Additionally, because of the scrutiny applied to ESG providers with respect to Russia, other investments are being scrutinized by various outlets. Here, for example, Bloomberg notes ESG connections to Myanmar and its ongoing internal struggles:

“Hundreds of ESG funds run by some of the world’s biggest money managers have a combined $13.4 billion stake in companies that supply weapons and technology to the Myanmar military, according to a report.

The funds, which say they take into account environmental, social and governance risks, have investments across 33 companies that the United Nations and two advocacy groups say provided weapons, communications and technologies to the military, Inclusive Development International and ALTSEAN-Burma said in a report released Wednesday.
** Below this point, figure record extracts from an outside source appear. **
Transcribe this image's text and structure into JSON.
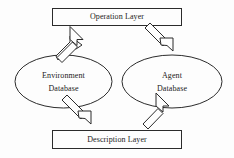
{
  "diagram": {
    "background_color": "#fdfdfd",
    "line_color": "#2b2b2b",
    "text_color": "#1a1a1a",
    "nodes": [
      {
        "id": "operation-layer",
        "shape": "rectangle",
        "label": "Operation Layer"
      },
      {
        "id": "environment-database",
        "shape": "ellipse",
        "label_line1": "Environment",
        "label_line2": "Database"
      },
      {
        "id": "agent-database",
        "shape": "ellipse",
        "label_line1": "Agent",
        "label_line2": "Database"
      },
      {
        "id": "description-layer",
        "shape": "rectangle",
        "label": "Description Layer"
      }
    ],
    "edges": [
      {
        "id": "env-to-operation",
        "from": "environment-database",
        "to": "operation-layer",
        "style": "hollow-block-arrow"
      },
      {
        "id": "operation-to-agent",
        "from": "operation-layer",
        "to": "agent-database",
        "style": "hollow-block-arrow"
      },
      {
        "id": "env-to-description",
        "from": "environment-database",
        "to": "description-layer",
        "style": "hollow-block-arrow"
      },
      {
        "id": "description-to-agent",
        "from": "description-layer",
        "to": "agent-database",
        "style": "hollow-block-arrow"
      }
    ]
  }
}
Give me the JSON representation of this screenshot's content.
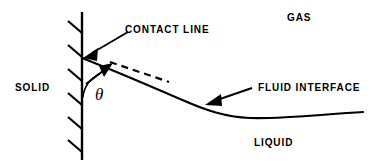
{
  "figure": {
    "background_color": "#ffffff",
    "stroke_color": "#000000",
    "width": 380,
    "height": 166
  },
  "labels": {
    "gas": "GAS",
    "liquid": "LIQUID",
    "solid": "SOLID",
    "contact_line": "CONTACT LINE",
    "fluid_interface": "FLUID INTERFACE",
    "contact_angle": "θ"
  },
  "geometry": {
    "wall": {
      "name": "solid-wall",
      "x": 82,
      "y_top": 12,
      "y_bottom": 160,
      "hatch_count": 6,
      "hatch_length": 14,
      "hatch_angle_deg": 45
    },
    "interface_curve": {
      "name": "fluid-interface-curve",
      "path": "M 82,58 C 120,73 150,86 180,99 C 205,110 225,117 250,118 C 285,119 325,114 363,112",
      "start": [
        82,
        58
      ],
      "end": [
        363,
        112
      ]
    },
    "tangent_dashed": {
      "name": "tangent-dashed-line",
      "from": [
        110,
        62
      ],
      "to": [
        169,
        82
      ],
      "dash_pattern": "7,5"
    },
    "angle_arc": {
      "name": "contact-angle-arc",
      "path": "M 83,97 C 84,86 90,79 99,74"
    },
    "arrows": [
      {
        "name": "contact-line-arrow",
        "from": [
          128,
          32
        ],
        "to": [
          85,
          57
        ]
      },
      {
        "name": "contact-angle-arrow",
        "from": [
          86,
          84
        ],
        "to": [
          112,
          64
        ]
      },
      {
        "name": "fluid-interface-arrow",
        "from": [
          252,
          88
        ],
        "to": [
          206,
          104
        ]
      }
    ]
  }
}
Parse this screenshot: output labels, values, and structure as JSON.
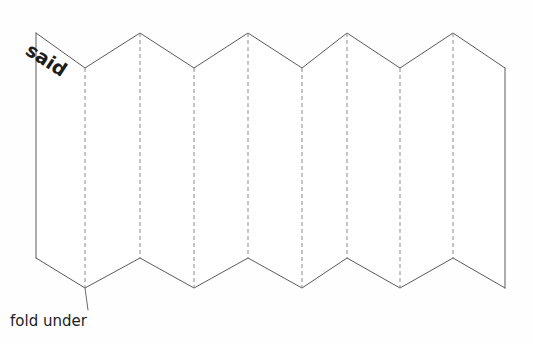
{
  "diagram": {
    "background_color": "#fefefe",
    "solid_edge_color": "#5a5a5a",
    "fold_line_color": "#8a8a8a",
    "leader_line_color": "#6a6a6a",
    "text_color": "#1d1d1d",
    "labels": {
      "said": "said",
      "fold_under": "fold under"
    },
    "said_rotation_degrees": 33,
    "geometry": {
      "left_edge_x": 36,
      "right_edge_x": 505,
      "top_peak_y": 33,
      "top_valley_y": 68,
      "bottom_peak_y": 258,
      "bottom_valley_y": 288,
      "fold_line_x_positions": [
        85,
        140,
        194,
        248,
        302,
        347,
        400,
        453
      ],
      "top_vertices": [
        [
          36,
          33
        ],
        [
          85,
          68
        ],
        [
          140,
          33
        ],
        [
          194,
          68
        ],
        [
          248,
          33
        ],
        [
          302,
          68
        ],
        [
          347,
          33
        ],
        [
          400,
          68
        ],
        [
          453,
          33
        ],
        [
          505,
          68
        ]
      ],
      "bottom_vertices": [
        [
          36,
          258
        ],
        [
          85,
          288
        ],
        [
          140,
          258
        ],
        [
          194,
          288
        ],
        [
          248,
          258
        ],
        [
          302,
          288
        ],
        [
          347,
          258
        ],
        [
          400,
          288
        ],
        [
          453,
          258
        ],
        [
          505,
          288
        ]
      ],
      "leader_line": {
        "from": [
          88,
          310
        ],
        "to": [
          85,
          288
        ]
      },
      "panel_count": 9
    }
  }
}
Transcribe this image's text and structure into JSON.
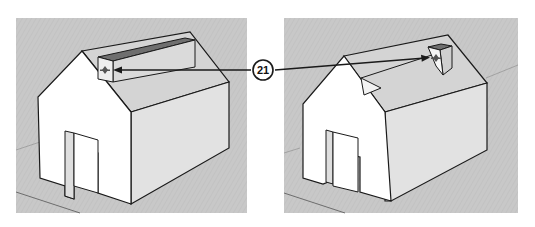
{
  "figure": {
    "callout": {
      "label": "21"
    },
    "panels": [
      {
        "name": "before",
        "description": "House model with long roof box; move cursor at front-left of box"
      },
      {
        "name": "after",
        "description": "House model with short roof box moved toward back ridge; move cursor on box"
      }
    ]
  },
  "colors": {
    "background": "#ffffff",
    "ground": "#c6c6c6",
    "wall_front": "#ffffff",
    "wall_side": "#e4e4e4",
    "roof": "#d6d6d6",
    "edge": "#1a1a1a"
  }
}
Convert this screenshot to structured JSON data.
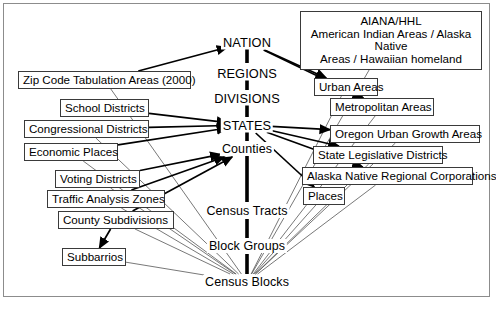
{
  "diagram": {
    "background_color": "#ffffff",
    "line_color": "#000000",
    "border_color": "#8c8c8c"
  },
  "hierarchy": {
    "label": "central-spine",
    "nodes": [
      {
        "id": "nation",
        "label": "NATION",
        "x": 247,
        "y": 42,
        "style": "caps"
      },
      {
        "id": "regions",
        "label": "REGIONS",
        "x": 247,
        "y": 73,
        "style": "caps"
      },
      {
        "id": "divisions",
        "label": "DIVISIONS",
        "x": 247,
        "y": 98,
        "style": "caps"
      },
      {
        "id": "states",
        "label": "STATES",
        "x": 247,
        "y": 125,
        "style": "caps"
      },
      {
        "id": "counties",
        "label": "Counties",
        "x": 247,
        "y": 149,
        "style": "normal"
      },
      {
        "id": "census-tracts",
        "label": "Census Tracts",
        "x": 247,
        "y": 211,
        "style": "normal"
      },
      {
        "id": "block-groups",
        "label": "Block Groups",
        "x": 247,
        "y": 246,
        "style": "normal"
      },
      {
        "id": "census-blocks",
        "label": "Census Blocks",
        "x": 247,
        "y": 282,
        "style": "normal"
      }
    ]
  },
  "left_boxes": [
    {
      "id": "zip-code-tabulation-areas",
      "label": "Zip Code Tabulation Areas (2000)",
      "x": 18,
      "y": 71,
      "w": 173,
      "h": 18
    },
    {
      "id": "school-districts",
      "label": "School Districts",
      "x": 60,
      "y": 99,
      "w": 89,
      "h": 18
    },
    {
      "id": "congressional-districts",
      "label": "Congressional Districts",
      "x": 24,
      "y": 120,
      "w": 125,
      "h": 18
    },
    {
      "id": "economic-places",
      "label": "Economic Places",
      "x": 24,
      "y": 143,
      "w": 94,
      "h": 18
    },
    {
      "id": "voting-districts",
      "label": "Voting Districts",
      "x": 55,
      "y": 170,
      "w": 85,
      "h": 18
    },
    {
      "id": "traffic-analysis-zones",
      "label": "Traffic Analysis Zones",
      "x": 47,
      "y": 190,
      "w": 118,
      "h": 18
    },
    {
      "id": "county-subdivisions",
      "label": "County Subdivisions",
      "x": 58,
      "y": 211,
      "w": 116,
      "h": 18
    },
    {
      "id": "subbarrios",
      "label": "Subbarrios",
      "x": 62,
      "y": 248,
      "w": 64,
      "h": 18
    }
  ],
  "right_boxes": [
    {
      "id": "aiana-hhl",
      "x": 300,
      "y": 11,
      "w": 182,
      "h": 42,
      "multiline": true,
      "lines": [
        "AIANA/HHL",
        "American Indian Areas / Alaska Native",
        "Areas / Hawaiian homeland"
      ]
    },
    {
      "id": "urban-areas",
      "label": "Urban Areas",
      "x": 314,
      "y": 78,
      "w": 64,
      "h": 18
    },
    {
      "id": "metropolitan-areas",
      "label": "Metropolitan Areas",
      "x": 330,
      "y": 98,
      "w": 104,
      "h": 18
    },
    {
      "id": "oregon-urban-growth-areas",
      "label": "Oregon Urban Growth Areas",
      "x": 330,
      "y": 125,
      "w": 150,
      "h": 18
    },
    {
      "id": "state-legislative-districts",
      "label": "State Legislative Districts",
      "x": 313,
      "y": 146,
      "w": 130,
      "h": 18
    },
    {
      "id": "alaska-native-regional-corporations",
      "label": "Alaska Native Regional Corporations",
      "x": 302,
      "y": 167,
      "w": 171,
      "h": 18
    },
    {
      "id": "places",
      "label": "Places",
      "x": 303,
      "y": 187,
      "w": 42,
      "h": 18
    }
  ],
  "spine_segments": [
    {
      "id": "seg-nation-regions",
      "x": 247,
      "y1": 49,
      "y2": 63
    },
    {
      "id": "seg-regions-divisions",
      "x": 247,
      "y1": 80,
      "y2": 90
    },
    {
      "id": "seg-divisions-states",
      "x": 247,
      "y1": 105,
      "y2": 117
    },
    {
      "id": "seg-states-counties",
      "x": 247,
      "y1": 132,
      "y2": 141
    },
    {
      "id": "seg-counties-tracts",
      "x": 247,
      "y1": 156,
      "y2": 202
    },
    {
      "id": "seg-tracts-blockgroups",
      "x": 247,
      "y1": 219,
      "y2": 238
    },
    {
      "id": "seg-blockgroups-blocks",
      "x": 247,
      "y1": 254,
      "y2": 274
    }
  ],
  "thick_links": [
    {
      "id": "link-nation-zipcode",
      "from": "zip-code-tabulation-areas",
      "to": "nation"
    },
    {
      "id": "link-nation-urban-areas",
      "from": "nation",
      "to": "urban-areas"
    },
    {
      "id": "link-nation-metropolitan-areas",
      "from": "nation",
      "to": "metropolitan-areas"
    },
    {
      "id": "link-states-school-districts",
      "from": "school-districts",
      "to": "states"
    },
    {
      "id": "link-states-congressional-districts",
      "from": "congressional-districts",
      "to": "states"
    },
    {
      "id": "link-states-economic-places",
      "from": "economic-places",
      "to": "states"
    },
    {
      "id": "link-states-oregon-urban-growth",
      "from": "states",
      "to": "oregon-urban-growth-areas"
    },
    {
      "id": "link-states-state-legislative",
      "from": "states",
      "to": "state-legislative-districts"
    },
    {
      "id": "link-states-alaska-native-corps",
      "from": "states",
      "to": "alaska-native-regional-corporations"
    },
    {
      "id": "link-states-places",
      "from": "states",
      "to": "places"
    },
    {
      "id": "link-counties-voting-districts",
      "from": "voting-districts",
      "to": "counties"
    },
    {
      "id": "link-counties-traffic-analysis",
      "from": "traffic-analysis-zones",
      "to": "counties"
    },
    {
      "id": "link-counties-county-subdivisions",
      "from": "county-subdivisions",
      "to": "counties"
    },
    {
      "id": "link-county-subdivisions-subbarrios",
      "from": "county-subdivisions",
      "to": "subbarrios"
    }
  ],
  "thin_links": [
    {
      "id": "thin-zipcode-blocks",
      "from": "zip-code-tabulation-areas",
      "to": "census-blocks"
    },
    {
      "id": "thin-congressional-blocks",
      "from": "congressional-districts",
      "to": "census-blocks"
    },
    {
      "id": "thin-economic-blocks",
      "from": "economic-places",
      "to": "census-blocks"
    },
    {
      "id": "thin-voting-blocks",
      "from": "voting-districts",
      "to": "census-blocks"
    },
    {
      "id": "thin-traffic-blocks",
      "from": "traffic-analysis-zones",
      "to": "census-blocks"
    },
    {
      "id": "thin-countysub-blocks",
      "from": "county-subdivisions",
      "to": "census-blocks"
    },
    {
      "id": "thin-subbarrios-blocks",
      "from": "subbarrios",
      "to": "census-blocks"
    },
    {
      "id": "thin-aiana-blocks",
      "from": "aiana-hhl",
      "to": "census-blocks"
    },
    {
      "id": "thin-urban-blocks",
      "from": "urban-areas",
      "to": "census-blocks"
    },
    {
      "id": "thin-metropolitan-blocks",
      "from": "metropolitan-areas",
      "to": "census-blocks"
    },
    {
      "id": "thin-oregon-blocks",
      "from": "oregon-urban-growth-areas",
      "to": "census-blocks"
    },
    {
      "id": "thin-statelegis-blocks",
      "from": "state-legislative-districts",
      "to": "census-blocks"
    },
    {
      "id": "thin-alaska-blocks",
      "from": "alaska-native-regional-corporations",
      "to": "census-blocks"
    },
    {
      "id": "thin-places-blocks",
      "from": "places",
      "to": "census-blocks"
    }
  ]
}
The report comes as investors, particularly in the ESG universe, face new questions about how they should approach armed conflicts. Roughly 14% of sustainable funds globally held Russian assets before the war began, an allocation that now looks questionable on principle and in practice….

David Pred, executive director of Inclusive Development International, said there’s no place for arms manufacturers in ESG funds, “full stop.” 

“And certainly not companies that supply regimes that are using those weapons on innocent civilians and for non-defensive purposes,” he said. “For us, it is about the human impact of the company and its product, there’s just no reasonable argument for arms makers to be in these funds.””

In the spotlight

Elon Musk pushback against ESG

While some providers (and ratings services) love Tesla for its electric vehicles, others shy away from the company because of its perceived poor history of reporting ESG data and its eccentric CEO Elon Musk. Now, Musk is pushing back:

“Tesla and SpaceX CEO Elon Musk has said corporate rules designed to guide ethical investing have been ‘twisted to insanity’ and should be ‘deleted if not fixed.’

Elon weighed into a debate on whether ethical rules should be updated to allow for investment in defensive weapons amid Russia’s invasion of Ukraine. 

Musk was criticizing ESG, a European Union-sponsored checklist of ‘environmental, social and governance’ criteria companies are supposed to keep in mind when making decisions about what to invest in. Along with entrepreneur and software engineer Marc Andreessen, he mocked the ‘ethical’ rules on Twitter after the suggestion they could now be changed to allow for investment in weapons used against Russia.

Under the European Green Deal, the EU provides a list of what sectors are considered ‘green’ or ‘ESG.’

Normally, companies exclude investing in firearms to win an ‘ESG’ stamp, but US banks are now suggesting the EU could classify the defense sector as an ethical investment – as long as it was used against Putin.

Andreessen tweeted out a screenshot on Tuesday of a Reuters article which referenced a note from analysts at Citigroup.

Citigroup said defense is ‘likely to be increasingly seen as a necessity that facilitates ESG as an enterprise, as well as maintaining peace, stability and other social goods’ following Russia’s invasion of Ukraine. 

On the other hand, energy companies seen to be supporting Russia will be considered unethical under the same framework.

Andreessen said: ‘The plan: ESG funds will invest in defense companies to make the weapons required to fight wars with hostile regimes we buy energy from, because ESG funds won’t invest in energy companies.’

Musk tweeted in response that ESG rules were being ‘twisted to insanity’, condemning the criteria which has been pushed by both the EU and the Biden administration.

They should be ‘deleted if not fixed,’ he added.”